When My Heart Joins the Thousand(21)



Once I start, I don’t know what will happen. I don’t know how it’s supposed to happen.

When I speak, my voice trembles a little, despite my effort to hold it steady: “I’ve never done this before, so you’ll have to let me know if I do anything wrong.”

His eyes snap open. “What?”

I realize at once that I’ve made a mistake. I bite my tongue.

“What did you just say?” he asks.

“Nothing.” I start to pull down his zipper, but he catches my wrist. I flinch.

He releases me, but immediately he sits up, looking at me directly. “You’re a virgin?”

“That’s irrelevant.”

“Please. Just tell me.”

I don’t know what will happen if I tell him the truth, but I can’t lie. I’ve never been a good liar. So I don’t say anything.

He covers his face with his hands. “Oh my God,” he whispers.

I wait for a few seconds, but he doesn’t say anything else. My chest is tight and uncomfortable. “Do you want to keep going,” I ask.

He lowers his hands slowly. “I’m sorry. I can’t do this. I thought—I mean, in the park, when you asked me if I wanted to . . . I thought you must have done it before.”

My chest isn’t tight anymore—it’s empty. Numb.

I’m almost relieved. This is a world I know and recognize, a world where the doors of human contact are closed to me. The reason doesn’t matter. The point is, it’s over. I turn away.

He says my name, but I don’t look at him. I pick up my bra and slip it back on.

He stands and reaches out to me. “Wait. What are you—?”

I step away. “It’s all right. I’ll go.”

I pick up my shirt. My whole body suddenly feels stiff, and it hurts to move, but I put the shirt on anyway. My head is buzzing oddly. I need to get out of the room. I need to go home, crawl into the bathtub, and wrap myself in blankets.

He says my name again, louder, but his voice is muffled, as if I’m hearing it through several feet of water.

I walk toward the door. He blocks my path. His unzipped pants start to slip down his thin hips, and he hastily zips them back up. “Listen to me! Please. If I’d had any idea this was your first time—”

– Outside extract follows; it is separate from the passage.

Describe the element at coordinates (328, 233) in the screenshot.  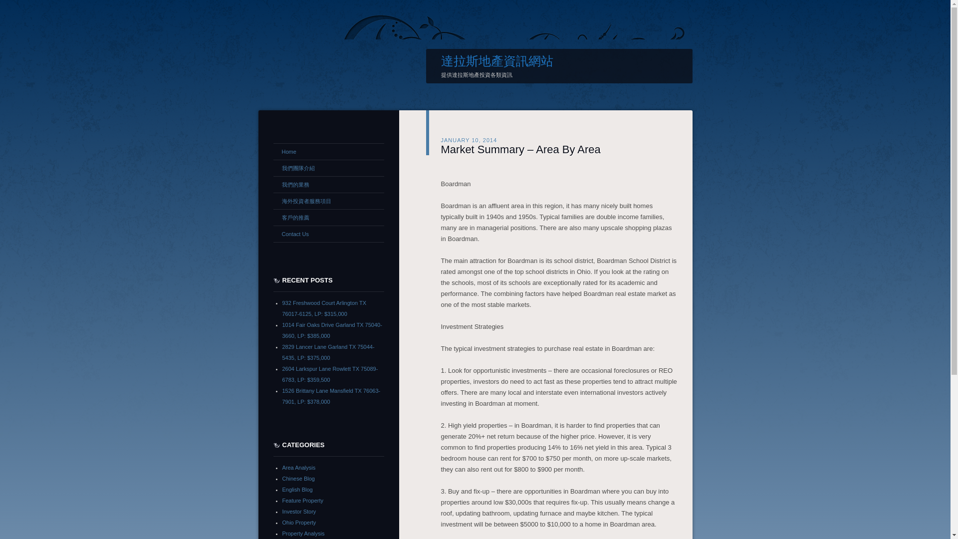
I see `Contact Us` at that location.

“I don’t see why it matters.”

“Of course it matters! What sort of person do you think I am? Did you really think I’d just—” He stops, face flushed. “Maybe I should have told you.”

“Told me what.”

His jaw tightens. The flush in his face grows brighter. “I’ve never done this, either.”

I stare. Somehow it never occurred to me that he might be as inexperienced as I am. He’s older than me, for one thing. And while he might be an introvert, he’s definitely not autistic; his speech comes too easily, too fluidly. Suddenly I don’t know what to think or how to react. I never even paused to contemplate what this experience might mean for him. Or rather, I believed that he’d simply take advantage of the opportunity, assuming he didn’t find me too unattractive.

“You’re a virgin,” I say, though that’s already been made clear.

He looks away. “I know. It’s ridiculous.”

I study his expression, trying to glean something from it. “Why.”

“Why have I never had sex, or—?”

“No. Why do you think it’s ridiculous. You’re only nineteen.”

He sighs. “Well, you know how it is. Guys aren’t supposed to be virgins. We’re supposed to lose it like two minutes after we hit puberty, and if we don’t, there’s something wrong with us.”

“That’s absurd,” I say. “There’s obviously nothing wrong with you. You’re normal.”

He laughs. It’s a strange sound—empty and monotone. “Normal, huh?” His voice is low, like he’s talking to himself.

“Yes. Aren’t you.”

He ignores the question and starts to place his hand on my arm. I flinch, and he withdraws. I cross my arms over my chest and study the pattern in the carpet. For a moment, neither of us moves.

“Sit with me,” he says. “Please?”

I tug one braid. “Be careful. About touching, I mean.”

“I will.”

We sit side by side on the edge of the bed. My hands are clasped tightly in my lap, the skin around my nails whitened from the pressure. I don’t know where to go from here. The plan has gone completely awry, and I never came up with an alternative strategy, aside from just leaving and going home. This is uncharted territory.

“Will you do me a favor?” he asks quietly.

I swallow, trying to moisten my dry mouth. “What.”

“This will sound weird, but just look at me for a minute. Tell me what you see.”

I look.

His hair is a bit mussed, and his shirt collar is crooked, but aside from that, he looks the same as ever. We’re very close; close enough that I can see the little ripple patterns in his irises, like the veins in marble.

Eye contact is too intimate—it feels like we have our hands in each other’s guts, feeling around where it’s tender and bloody—but I force myself to hold his gaze.

“I see you,” I say. “I see Stanley Finkel.”